[Data-modeling] Types (was Astronomy: CelestialObjects...)

John Giannandrea jg at metaweb.com
Tue May 6 06:49:06 UTC 2008


Danny wrote:
> BTW, I think this point is connected to Jeff's comment about Types.
> Types don't really mean anything except to the degree that they are
> different collection of properties. We should not try use Types to
> create classes.

At the risk of prolonging the thread....

Types are more than just collections of properties.  There is a  
property (/type/object/type) which asserts that a specific object is  
an instance one or more types.  Everything is an object, and some  
things have the additional assertions that their /type/object/type is / 
common/topic or /baseball/baseball_player.  Making this assertion is  
saying something, that this object is in that set, that it has the  
semantic meaning of membership in that set.   Some systems call this  
'kinds' or 'classes'.   The property is not unique, you can have an  
object that is in many sets at once, such as /people/person and / 
baseball/baseball_player.

Further, a type itself (not the instance of the type) specifies a set  
of properties.  The expectation is that things "of that type" might  
have one or more assertions which are instances of those properties.    
It seems useful to group them in this way because one can query the  
type schema to find out what kinds of things might be available to  
query and constrain on, such as date_of_birth.  In fact several apps  
that third parties have written do exactly that introspection.
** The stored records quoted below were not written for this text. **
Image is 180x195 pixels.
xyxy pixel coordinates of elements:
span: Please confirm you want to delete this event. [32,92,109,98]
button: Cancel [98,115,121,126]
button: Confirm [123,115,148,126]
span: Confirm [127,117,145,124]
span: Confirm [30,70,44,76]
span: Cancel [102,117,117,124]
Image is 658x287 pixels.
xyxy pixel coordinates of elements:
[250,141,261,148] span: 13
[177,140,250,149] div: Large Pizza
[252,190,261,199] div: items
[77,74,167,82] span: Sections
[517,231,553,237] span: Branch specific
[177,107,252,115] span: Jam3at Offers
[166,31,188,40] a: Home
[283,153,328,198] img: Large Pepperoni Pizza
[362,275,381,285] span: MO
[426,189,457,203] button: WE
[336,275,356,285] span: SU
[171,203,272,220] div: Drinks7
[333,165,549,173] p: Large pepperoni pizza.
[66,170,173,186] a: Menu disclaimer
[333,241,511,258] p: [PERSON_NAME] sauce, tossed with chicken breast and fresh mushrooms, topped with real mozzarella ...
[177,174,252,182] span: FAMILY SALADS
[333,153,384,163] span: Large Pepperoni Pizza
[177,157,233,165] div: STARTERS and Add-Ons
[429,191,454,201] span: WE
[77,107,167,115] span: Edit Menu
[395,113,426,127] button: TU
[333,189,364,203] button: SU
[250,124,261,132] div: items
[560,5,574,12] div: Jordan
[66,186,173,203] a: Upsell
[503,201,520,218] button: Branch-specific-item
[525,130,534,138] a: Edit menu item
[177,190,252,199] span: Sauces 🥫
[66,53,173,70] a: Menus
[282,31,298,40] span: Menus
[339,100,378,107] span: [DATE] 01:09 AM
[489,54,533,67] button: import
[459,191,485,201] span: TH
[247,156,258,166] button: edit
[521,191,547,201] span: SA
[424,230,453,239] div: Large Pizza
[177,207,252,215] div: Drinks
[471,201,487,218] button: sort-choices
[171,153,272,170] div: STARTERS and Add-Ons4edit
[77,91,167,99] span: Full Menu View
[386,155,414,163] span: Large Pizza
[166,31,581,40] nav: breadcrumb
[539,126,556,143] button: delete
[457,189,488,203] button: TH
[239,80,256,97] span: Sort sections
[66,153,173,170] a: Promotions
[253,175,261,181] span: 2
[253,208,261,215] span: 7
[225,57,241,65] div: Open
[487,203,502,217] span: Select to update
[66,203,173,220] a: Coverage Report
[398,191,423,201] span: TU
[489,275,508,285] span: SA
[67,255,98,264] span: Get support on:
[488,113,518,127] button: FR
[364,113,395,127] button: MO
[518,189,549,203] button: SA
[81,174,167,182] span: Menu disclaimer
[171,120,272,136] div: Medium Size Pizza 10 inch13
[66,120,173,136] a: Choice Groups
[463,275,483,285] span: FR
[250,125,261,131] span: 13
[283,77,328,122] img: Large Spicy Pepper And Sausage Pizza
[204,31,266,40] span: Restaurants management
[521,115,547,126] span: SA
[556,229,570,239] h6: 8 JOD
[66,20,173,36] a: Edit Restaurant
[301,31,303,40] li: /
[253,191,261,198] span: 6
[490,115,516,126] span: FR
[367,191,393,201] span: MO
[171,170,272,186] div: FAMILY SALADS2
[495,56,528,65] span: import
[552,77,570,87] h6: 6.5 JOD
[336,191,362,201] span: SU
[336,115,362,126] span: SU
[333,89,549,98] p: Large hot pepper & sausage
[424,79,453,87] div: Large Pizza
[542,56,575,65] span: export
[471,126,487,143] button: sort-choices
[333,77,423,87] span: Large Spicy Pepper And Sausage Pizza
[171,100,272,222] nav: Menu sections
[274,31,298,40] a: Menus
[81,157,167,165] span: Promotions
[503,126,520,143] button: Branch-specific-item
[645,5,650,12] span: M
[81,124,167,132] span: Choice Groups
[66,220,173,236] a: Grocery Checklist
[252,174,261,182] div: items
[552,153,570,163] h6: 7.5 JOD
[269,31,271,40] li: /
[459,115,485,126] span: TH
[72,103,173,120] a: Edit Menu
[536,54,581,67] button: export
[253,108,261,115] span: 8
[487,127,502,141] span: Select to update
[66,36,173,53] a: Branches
The type system is not normative.  You do not need to be a /people/ 
person to use one of the person properties.  But if we know that the  
object is a person, that fact is recorded and now you can at least  
expect that date_of_birth could be interesting for that class of  
objects.

Jeff wrote:
>
> This means that you cannot do even a simple query like
> "people born in Baltimore before 1900 and the sport they play".


We certainly could have a property called /people/person/ 
sports_played.   Or you could dispense with types altogether and just  
have /common/topic/sports_played (which would presumably never be  
asserted on a building object).    This would be very much more RDF  
like.  But it doesnt really solve the problem I think because if we  
only had /common/topic/baseball_team_played_for that still doesnt  
automatically assert the sport they played.

Knowing that baseball players have teams or that people have  
dates_of_birth is much more "object" like and allows programmers to  
approach the system without knowing there is a graph underneath.   
Almost all computer programming languages have a type system, with or  
without polymorphism.  It seems useful to be able to model and query  
data with that in mind.

Its also entirely possible to group the types and create an ontology  
overlay that knows that baseball is a kind of sport and that a  
baseball player is an agent in that game, that teams have N players  
and so on.  It seems that we know that Babe Ruth is a baseball player,  
but not that baseball players play baseball.  We do have some early  
examples of this kind of meta structure, for example /freebase/ 
type_profile/equivalent_topic.  Id be happy to see experiments with  
more, bearing in mind that we explicitly eschewed building a reasoner.